Typical Industrial Applications

Backlight illumination is the dominant choice for dimensional measurement of stamped metal parts, plastic injection-moulded components, machined fasteners and turned parts; hole and slot inspection where the geometry of through-features must be measured; presence and absence verification of small components on assemblies; counting of pills, capsules and discrete items on conveyors; inspection of transparent bottles for fill level, foreign objects and bubbles; profile inspection of glass tubes, syringes and vials in pharmaceutical packaging; and any task that requires a robust silhouette-based segmentation immune to variations of the front surface of the object.

Pharmaceutical and Food Inspection

In pharmaceutical blister inspection, a diffuse backlight placed beneath the blister combined with a top-mounted camera enables reliable detection of missing tablets, broken tablets and incorrectly seated capsules. In food and beverage packaging, backlight inspection of filled glass bottles can detect fill level deviations, particulate contamination and damaged necks with cycle times compatible with high-speed production lines.

Selection Criteria and Design Considerations

Selecting a backlight begins with the size of the inspected object. The active emitting area of the panel must exceed the largest dimension of the object by a margin sufficient to maintain edge sharpness across the entire field of view. The intensity uniformity across the panel determines the consistency of measurements at different positions; high-uniformity backlights are essential for any application that requires quantitative metrology.

Spectral content is the second decision.

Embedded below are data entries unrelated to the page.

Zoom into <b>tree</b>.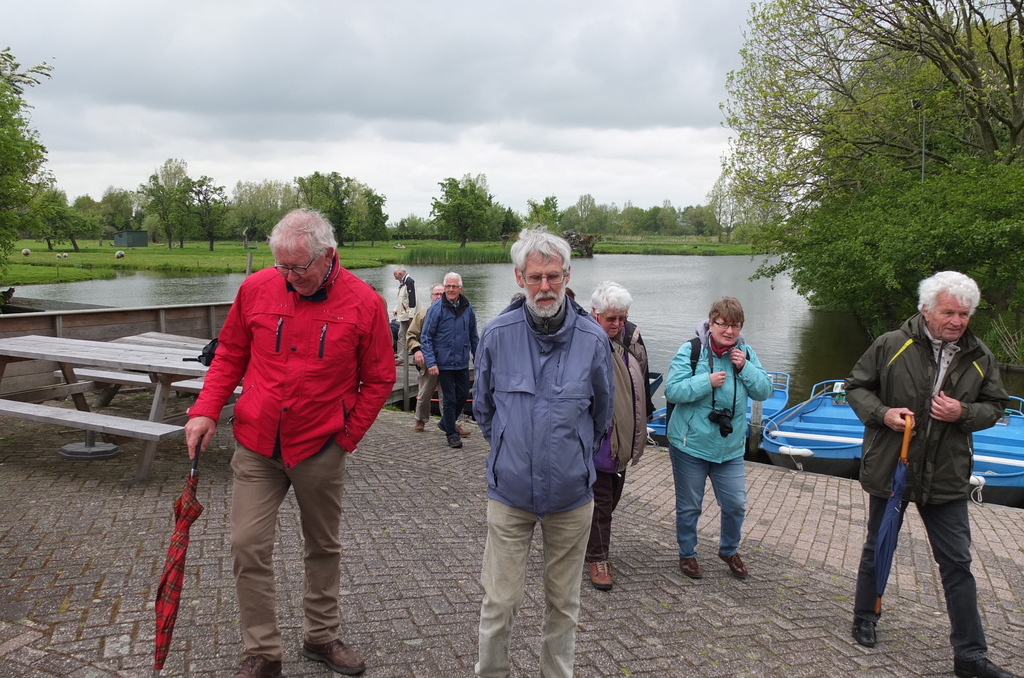
Zoom target: {"x1": 388, "y1": 210, "x2": 442, "y2": 239}.
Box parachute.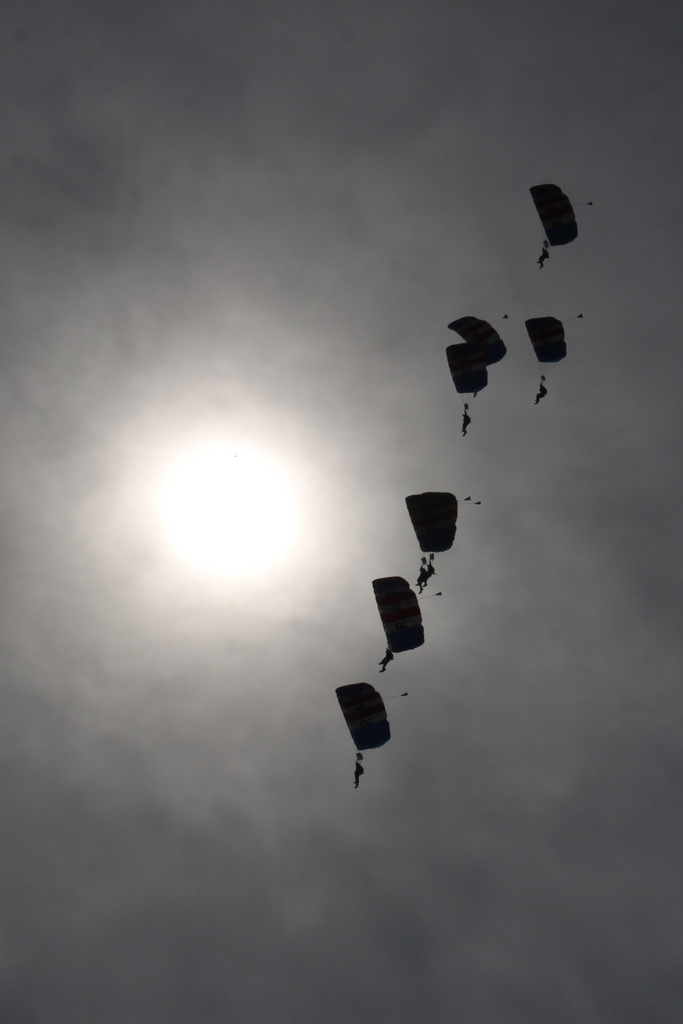
select_region(366, 573, 450, 664).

Monochromatic red or green backlights minimise chromatic aberration of the lens and enable narrowband filtering at the camera, while white backlights provide colour-neutral imaging when the silhouette image must be combined with a colour overlay or when several different parts of unknown colour must be inspected on the same station.

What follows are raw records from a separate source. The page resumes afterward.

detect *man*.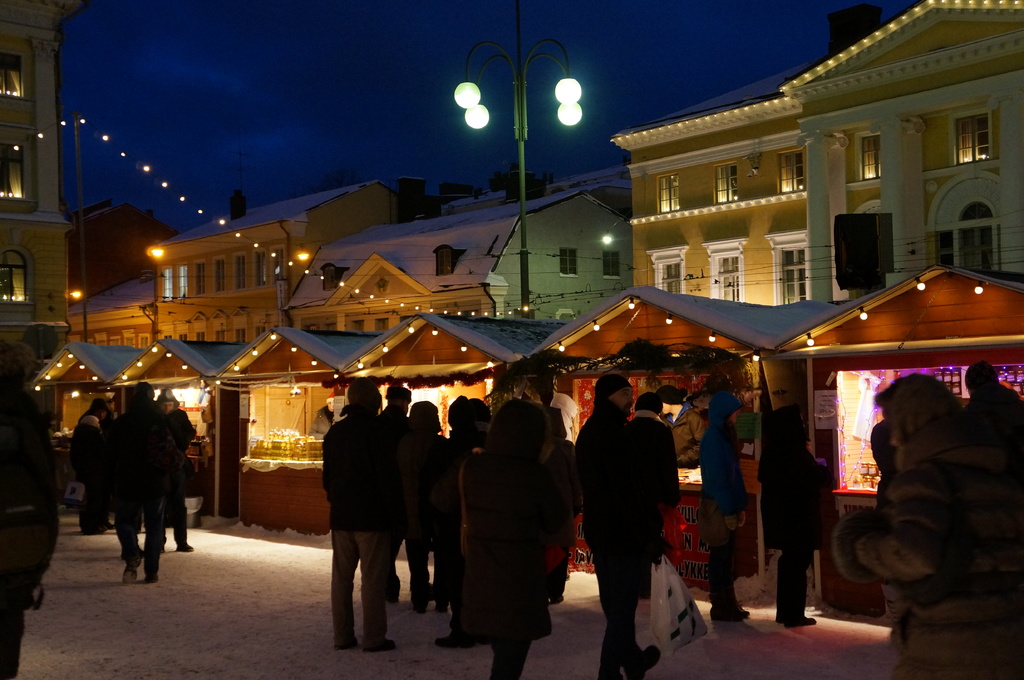
Detected at 81, 391, 118, 530.
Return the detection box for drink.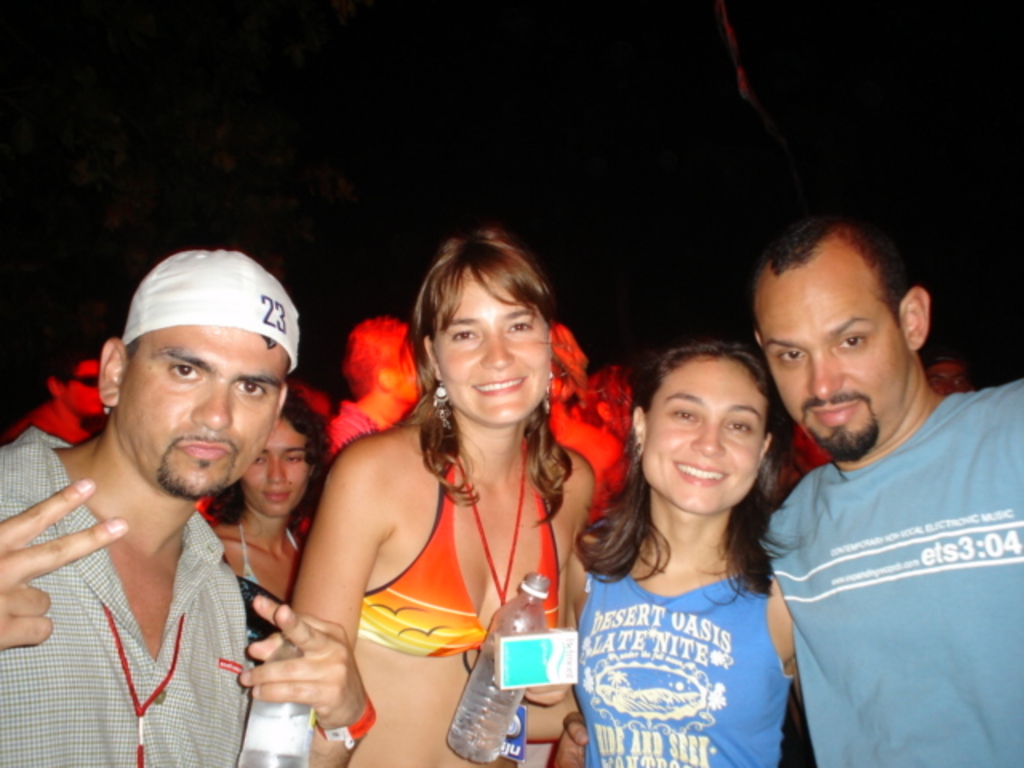
bbox=[443, 643, 526, 760].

For high-speed lines, the backlight must support pulsed operation synchronised with the camera exposure, freezing motion within microseconds and avoiding image blur. Continuous operation is suitable only for stationary or slow-moving targets where exposure times of several milliseconds are acceptable.

Integration and Limitations

The principal mechanical constraint of backlight illumination is the need to clear the optical path beneath or behind the object, which can be incompatible with conveyor structures, fixtures or grippers. Integrators frequently solve this through transparent supports, openings in conveyor belts, or rotary handling systems that present each part to the backlight in turn.

A second limitation is that backlight illumination reveals only the silhouette of the object: surface features such as printed marks, scratches and texture remain invisible. When both contour and surface inspection are required, backlight must be combined with a frontal illumination source, either alternated in time or separated in wavelength so that the two images can be acquired in a single cycle.

RODER Vision LED Backlight Illuminators

RODER Vision designs and manufactures a dedicated line of LED backlight illuminators for industrial machine vision, engineered and produced in Italy for high-uniformity transmitted-light inspection. The portfolio covers low-profile panels for tight integration spaces, configurations suitable for pulsed and strobed operation on high-speed lines, and geometries optimised for pharmaceutical, food, packaging and dimensional metrology applications.

Explore the full backlight portfolio on the LED Backlight Illuminators family page, or see the BL2 Series for low-profile high-uniformity backlight panels designed for general-purpose dimensional inspection and presence-and-absence verification.

For high-speed inspection lines requiring synchronised pulsed or strobed operation, the RODER catalogue also includes dedicated LED drivers and electronic controllers and industrial cables and fastening systems designed for direct integration with machine vision controllers and PLCs.